In the country, or where homes are bigger and transportation is above ground, I hear crickets and various multi-colored birds flapping their wings and tire wheels slushing against wet ground. I hear my father. I hear peace.

New York Brooklyn may be the love of my life: one that accepts my weight gain or moodiness, my mismatched outfits, my hairy legs, and my anxieties. But it is still necessary to go away sometimes to remember how good it feels to miss it.

Far away from Brooklyn, I’m listening to music. A band of leaves tapping against my window. Tree branch. Howl of wind. I’m having an affair (pre-approved) because New York and I are polyamorous. This state slows me down. Removes my schedules and routines. I am younger here and that’s ok sometimes.

weighting room

Winter brings on various changes:

The weight of air grows heavy against skin. There is a challenge to skin’s texture. Pushes out the old, wants it to flake off in dry patches like the leaves falling away from the trees. Lotion may be used in copious quantities.

The cold causes closets to appear bare at times when all articles of clothing are worn at once. Base layer of tank top or cotton undershirt. Long sleeved something beneath sweater. Three scarves around neck twirled together like competing dancers. Two corduroy jackets beneath thicker one. Long underwear–a bit itchy at times–beneath pants held tighter to thighs by leg warmers. Two pairs of socks–one long and one short. Boots. Gloves. Hat.

Body is protected in many ways. By clothing and by…more body.

I am trying to get used to this new shape. My Winter shape. If this were mathematics class, I might refer to my body as the Mandelbrot Set: an extremly complex object which shows a new structure at all magnifications. I am bigger. Perhaps this is my way of hibernating inside my self. There are no arms exposed or hips peeking out from thin shirts. My legs nap beneath layers of pants. If I were the type of person to shave my legs, I would stop at this time. I feel my face growing from oval to heart shaped. My hour glass is filling in with sand and I feel boxier and broader.

Buttons plunge and attempt a run-away from fabric. Belts are not as necessary. Winter is filling me out and weighing me down.

Now, although there are moments of overwhelm and frustration, this is not about wanting out of this body. (There is a sense of wanting out but it is not connected to this)

When I look at humans, I notice their shape. I love the various ways in which bodies arrive at themselves. We are multiple choice answers, filled in with scribbles and overflow. This is good. This is real. In the summer, I am bonier but never skinny or thin or small. How wonderful to be like the leaves, changing with season.

So, I remain a little longer studying my nudity. Grab hold of my belly that is far more rebellious than its ever been. There is no six-pack or three-pack or one-pack. It is wavy and loose. But it is still mine.

My thighs speak out like rioting teenagers. They are strong beneath the fat and move a little longer than I do. Cellulite illuminates and it can sometimes be a struggle to feel empowered by these persistent dimples, but they are mine too.

There is more to touch and notice and I still want to be noticed.

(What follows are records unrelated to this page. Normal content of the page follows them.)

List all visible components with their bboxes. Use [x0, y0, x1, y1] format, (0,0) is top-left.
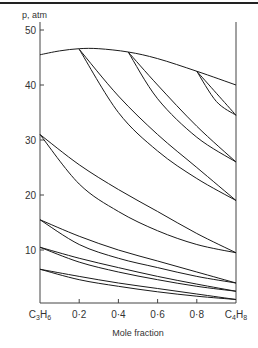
phase-diagram-chart: 1020304050 C3H60·20·40·60·8C4H8 p, atm M…	[0, 0, 258, 348]
loop-a-lower-curve	[79, 49, 236, 200]
loop-a-upper-curve	[79, 49, 236, 200]
y-tick-label: 40	[25, 80, 37, 91]
x-tick-label: 0·4	[111, 309, 126, 320]
loop-b-upper-curve	[128, 52, 236, 162]
y-axis-label: p, atm	[22, 10, 47, 20]
y-tick-label: 10	[25, 245, 37, 256]
loop-10-lower-curve	[40, 247, 236, 291]
loop-b-lower-curve	[128, 52, 236, 162]
curves	[40, 48, 236, 299]
loop-31-upper-curve	[40, 135, 236, 253]
y-ticks: 1020304050	[25, 25, 44, 256]
x-axis-label: Mole fraction	[112, 328, 164, 338]
x-ticks: C3H60·20·40·60·8C4H8	[29, 299, 247, 321]
x-tick-label: 0·6	[150, 309, 165, 320]
loop-15-upper-curve	[40, 220, 236, 283]
y-tick-label: 50	[25, 25, 37, 36]
critical-locus-curve	[40, 48, 236, 85]
x-tick-label: C3H6	[29, 309, 51, 321]
x-tick-label: C4H8	[225, 309, 247, 321]
axes	[40, 22, 236, 303]
loop-6-upper-curve	[40, 269, 236, 299]
loop-10-upper-curve	[40, 247, 236, 291]
loop-31-lower-curve	[40, 135, 236, 253]
y-tick-label: 30	[25, 135, 37, 146]
y-tick-label: 20	[25, 190, 37, 201]
x-tick-label: 0·8	[190, 309, 205, 320]
loop-15-lower-curve	[40, 220, 236, 283]
x-tick-label: 0·2	[72, 309, 87, 320]
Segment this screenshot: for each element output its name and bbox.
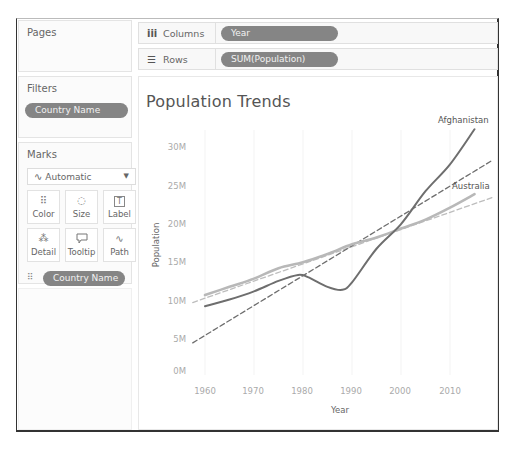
australia-trend-line[interactable] xyxy=(193,197,493,302)
australia-line[interactable] xyxy=(205,194,475,295)
afghanistan-line-label: Afghanistan xyxy=(438,115,489,125)
gridlines xyxy=(205,130,450,375)
series-layer xyxy=(193,129,493,343)
australia-line-label: Australia xyxy=(452,181,490,191)
afghanistan-trend-line[interactable] xyxy=(193,160,493,343)
line-chart-plot[interactable] xyxy=(0,0,517,449)
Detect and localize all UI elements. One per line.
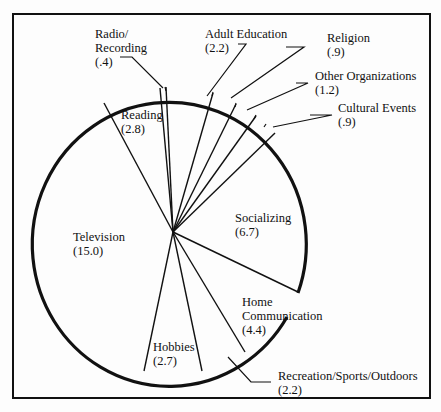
- label-text: Reading: [121, 108, 163, 122]
- label-text: Other Organizations: [315, 69, 416, 83]
- label-value: (2.8): [121, 122, 163, 136]
- label-value: (.9): [327, 45, 370, 59]
- label-text: Home: [242, 295, 323, 309]
- label-value: (2.7): [153, 354, 195, 368]
- label-value: (15.0): [73, 244, 125, 258]
- label-recreation: Recreation/Sports/Outdoors (2.2): [278, 369, 418, 397]
- label-text: Communication: [242, 309, 323, 323]
- label-radio: Radio/ Recording (.4): [95, 27, 147, 69]
- pie-chart: [0, 0, 441, 412]
- label-religion: Religion (.9): [327, 31, 370, 59]
- label-value: (.9): [338, 115, 416, 129]
- label-cultural-events: Cultural Events (.9): [338, 101, 416, 129]
- label-text: Cultural Events: [338, 101, 416, 115]
- label-value: (1.2): [315, 83, 416, 97]
- label-television: Television (15.0): [73, 230, 125, 258]
- label-text: Recording: [95, 41, 147, 55]
- label-value: (2.2): [278, 383, 418, 397]
- label-value: (6.7): [235, 225, 291, 239]
- label-text: Television: [73, 230, 125, 244]
- label-text: Recreation/Sports/Outdoors: [278, 369, 418, 383]
- label-text: Radio/: [95, 27, 147, 41]
- label-home-communication: Home Communication (4.4): [242, 295, 323, 337]
- label-reading: Reading (2.8): [121, 108, 163, 136]
- label-value: (2.2): [205, 41, 287, 55]
- arc-ticks: [165, 87, 266, 127]
- label-other-organizations: Other Organizations (1.2): [315, 69, 416, 97]
- label-text: Hobbies: [153, 340, 195, 354]
- label-socializing: Socializing (6.7): [235, 211, 291, 239]
- label-adult-education: Adult Education (2.2): [205, 27, 287, 55]
- label-value: (4.4): [242, 323, 323, 337]
- label-text: Socializing: [235, 211, 291, 225]
- label-text: Adult Education: [205, 27, 287, 41]
- label-text: Religion: [327, 31, 370, 45]
- label-value: (.4): [95, 55, 147, 69]
- label-hobbies: Hobbies (2.7): [153, 340, 195, 368]
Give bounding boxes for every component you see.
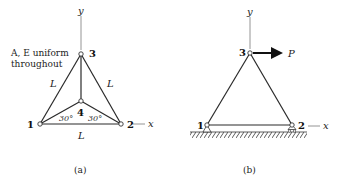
node-2 bbox=[290, 123, 294, 127]
figure-a: y x 1 2 3 4 L L L 30° 30° A, E uniform t… bbox=[10, 5, 154, 175]
node-label-3: 3 bbox=[89, 48, 96, 59]
material-note-line2: throughout bbox=[11, 59, 63, 69]
node-label-3: 3 bbox=[239, 47, 246, 58]
node-1 bbox=[38, 122, 42, 126]
load-label: P bbox=[287, 48, 295, 59]
node-2 bbox=[119, 122, 123, 126]
x-axis-label: x bbox=[323, 120, 329, 131]
roller-wheel-icon bbox=[293, 130, 295, 132]
angle-label-right: 30° bbox=[88, 114, 102, 123]
ground-hatch bbox=[190, 132, 307, 138]
caption-a: (a) bbox=[74, 165, 86, 175]
figure-b: y x P 1 2 3 (b) bbox=[190, 6, 329, 175]
member-1-3 bbox=[207, 53, 250, 125]
roller-wheel-icon bbox=[288, 130, 290, 132]
node-label-2: 2 bbox=[127, 119, 134, 130]
member-length-left: L bbox=[49, 78, 57, 89]
node-3 bbox=[248, 51, 252, 55]
node-label-1: 1 bbox=[197, 120, 204, 131]
node-label-2: 2 bbox=[298, 120, 305, 131]
caption-b: (b) bbox=[243, 165, 256, 175]
x-axis-label: x bbox=[148, 118, 154, 129]
member-2-3 bbox=[250, 53, 292, 125]
member-length-bottom: L bbox=[77, 130, 85, 141]
node-3 bbox=[79, 52, 83, 56]
node-1 bbox=[205, 123, 209, 127]
node-label-4: 4 bbox=[77, 107, 84, 118]
y-axis-label: y bbox=[77, 5, 84, 16]
node-label-1: 1 bbox=[27, 119, 34, 130]
member-length-right: L bbox=[106, 78, 114, 89]
truss-figure: y x 1 2 3 4 L L L 30° 30° A, E uniform t… bbox=[0, 0, 342, 186]
y-axis-label: y bbox=[246, 6, 253, 17]
node-4 bbox=[79, 99, 83, 103]
angle-label-left: 30° bbox=[59, 114, 73, 123]
material-note-line1: A, E uniform bbox=[10, 48, 69, 58]
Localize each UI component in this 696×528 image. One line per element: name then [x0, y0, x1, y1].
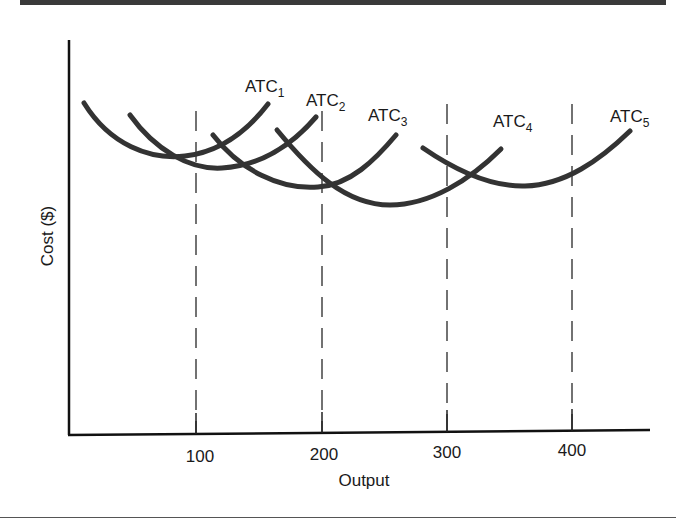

Winter, I will do my best not to get angry at your bone-chilling air. I will search out ways to extinguish any insecurities I have with this expanding body, growing in order to create more warmth. I will become bilingual off this body, as it starts a new language: one with clicks and whistles and hard to reach syllabic slurs. Beautiful does not have to be limited to small things, to smooth things, to sculpted angles of skinny. Beauty can be illuminated through folds and twists and turns and who knows how this body will end? It is unpredictable, which is far more exciting. Don’t you think?